To be honest, my eyebrows are about the last location of my body's temple that I have ever thought about. I can do the double brow lift, a tacit "hey, how you doin'," and I can do a decent left eyebrow arch, the hmmm, intriguing thing, though for the life of me I can't get the right brow to budge on its own. And that folks, is all there is to know about my eyebrows, or was to know, until this morning.

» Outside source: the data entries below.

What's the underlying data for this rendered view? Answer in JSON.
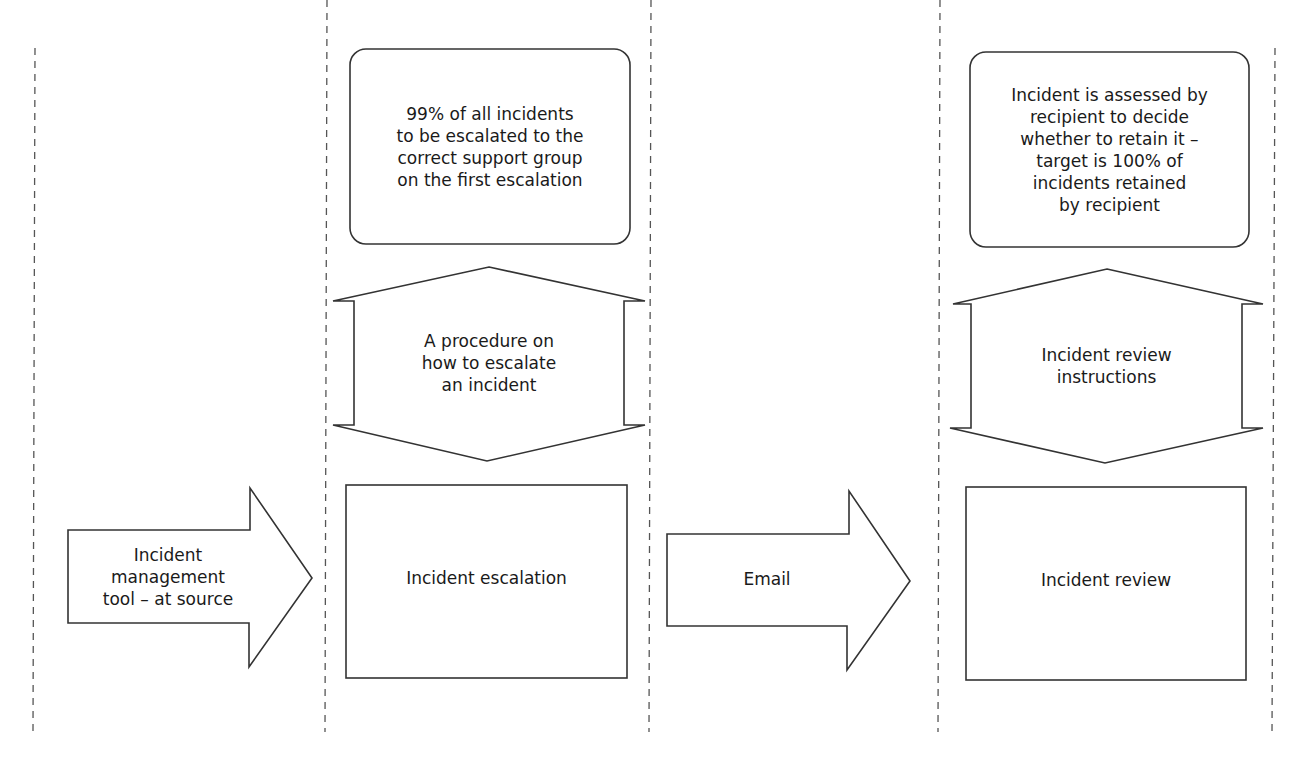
{
  "diagram": {
    "swimlane_dividers": [
      35,
      327,
      651,
      940,
      1272
    ],
    "stroke_color": "#333333",
    "inputs": [
      {
        "id": "input-tool",
        "label": "Incident\nmanagement\ntool – at source"
      },
      {
        "id": "input-email",
        "label": "Email"
      }
    ],
    "processes": [
      {
        "id": "incident-escalation",
        "label": "Incident escalation",
        "control": "A procedure on\nhow to escalate\nan incident",
        "target": "99% of all incidents\nto be escalated to the\ncorrect support group\non the first escalation"
      },
      {
        "id": "incident-review",
        "label": "Incident review",
        "control": "Incident review\ninstructions",
        "target": "Incident is assessed by\nrecipient to decide\nwhether to retain it –\ntarget is 100% of\nincidents retained\nby recipient"
      }
    ]
  }
}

I've been spoiled my whole life. Up until recently I had probably had my hair cut 99% of the time in my life by one of about five barbers. But lately I've been on the lookout for a new one. Over the summer I found a great one, a guy named Lu (perhaps most of why I loved the guy was that he's Lu, not Lou). He cut my hair twice. Alas, he's 87 and I just learned he retired. I learned that today from the woman who cut my hair, just three doors down from Lu's old place. Now both times I sat in Lu's chair he asked me if I wanted my eyebrows trimmed. Nobody had ever asked me before, and the first time I politely declined, thinking Lu was just doing what he had been doing for nearly 70 years. The second time he asked I declined again, thinking, I'm not one to care about brow grooming. But afterward, I started to get a little defensive. Is there something wrong with my eyebrows? Are they hideously bushy? Do people talk about me behind my back: "Lookout, here comes Bushy Brow"? I'm sure for the first time in my life I took a long hard look in the mirror at my brows. They looked inoffensive enough, but who knows, maybe Bushy Brow Guys are the last to know. But, since I've never really worked any kind of a definable 'do--just get it cut whenever it starts to bug me-- time passed and my thinking about my eyebrows returned to normal, which is, never.

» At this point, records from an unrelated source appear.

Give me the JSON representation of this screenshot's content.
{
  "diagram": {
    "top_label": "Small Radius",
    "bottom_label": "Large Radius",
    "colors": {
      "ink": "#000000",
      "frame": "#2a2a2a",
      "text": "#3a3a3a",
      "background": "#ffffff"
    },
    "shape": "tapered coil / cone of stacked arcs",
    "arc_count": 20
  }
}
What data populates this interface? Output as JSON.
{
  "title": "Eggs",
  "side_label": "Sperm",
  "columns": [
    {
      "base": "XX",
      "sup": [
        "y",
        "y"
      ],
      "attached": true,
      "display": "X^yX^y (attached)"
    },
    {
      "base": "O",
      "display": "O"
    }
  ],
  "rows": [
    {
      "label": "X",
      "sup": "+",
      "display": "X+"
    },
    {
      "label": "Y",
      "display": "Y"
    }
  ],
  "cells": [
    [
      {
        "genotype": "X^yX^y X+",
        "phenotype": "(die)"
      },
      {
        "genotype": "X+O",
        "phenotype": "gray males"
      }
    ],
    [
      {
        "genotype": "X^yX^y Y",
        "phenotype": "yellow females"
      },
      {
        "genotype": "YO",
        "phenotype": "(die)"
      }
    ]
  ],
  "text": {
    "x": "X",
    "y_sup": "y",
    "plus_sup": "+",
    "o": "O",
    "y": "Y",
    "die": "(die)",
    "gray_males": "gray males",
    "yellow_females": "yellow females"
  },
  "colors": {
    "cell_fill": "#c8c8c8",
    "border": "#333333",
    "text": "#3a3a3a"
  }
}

But today, this rather sassy, though perfectly pleasant woman who was cutting my hair just announced, after seemingly finishing with my haircut, "Now we'll take care of your eyebrows and we'll be all finished." It was morning, I was on my way to a Saturday in December retail job, I wasn't thinking clearly yet, so instead of throwing my arms up over my eyes and declaring, "Nobody, ma'am, but nobody touches my brows!" or at least finally breaking the taboo and shyly asking, "What is it with my eyebrows all of a sudden? I'm just getting used to trimming old man hair tufts from my ears and nose; must diligent attention to my brows be paid too?"--I just sat there and acquiesced to the woman's trimming implements. It took about thirty seconds, with absolutely no excitement, pain, or sensation whatsoever.
And so, for the first day in my life, I am sporting trimmed eyebrows. Big deal, right? I sort of nonchalantly considered the whole ordeal as nothing much at all while walking out of the place, but my God, the difference! I was amazed at how swift I felt doing my usual pre-work 40 yard dash warm-ups in the back parking lot. Prepared with the usual retort of "Yep, all fifty-three of them," for when people at work would invariably ask me if I had gotten a haircut/hair cut (yuk yuk), I was flabbergasted when, within the first hour of work, three different people came up to me and said, "My God, Dan, your eyebrows. What have you done to them? They look fantastic!" Then, as I shopped at the Everything's A Dollar Store (sometimes I shop, other times I just go in there and pick up random things and ask new employees, "How much is this? This? This too?"), buying some Christmas wrapping paper, the cashier lingered while giving me my change and finally hissed as she dropped four pennies into my hand, "Your brows ... so ... alluring." At the Dollar Store no less.
Anyway, a big day. Now I'm just wondering where a guy can get a manicure on a Sunday.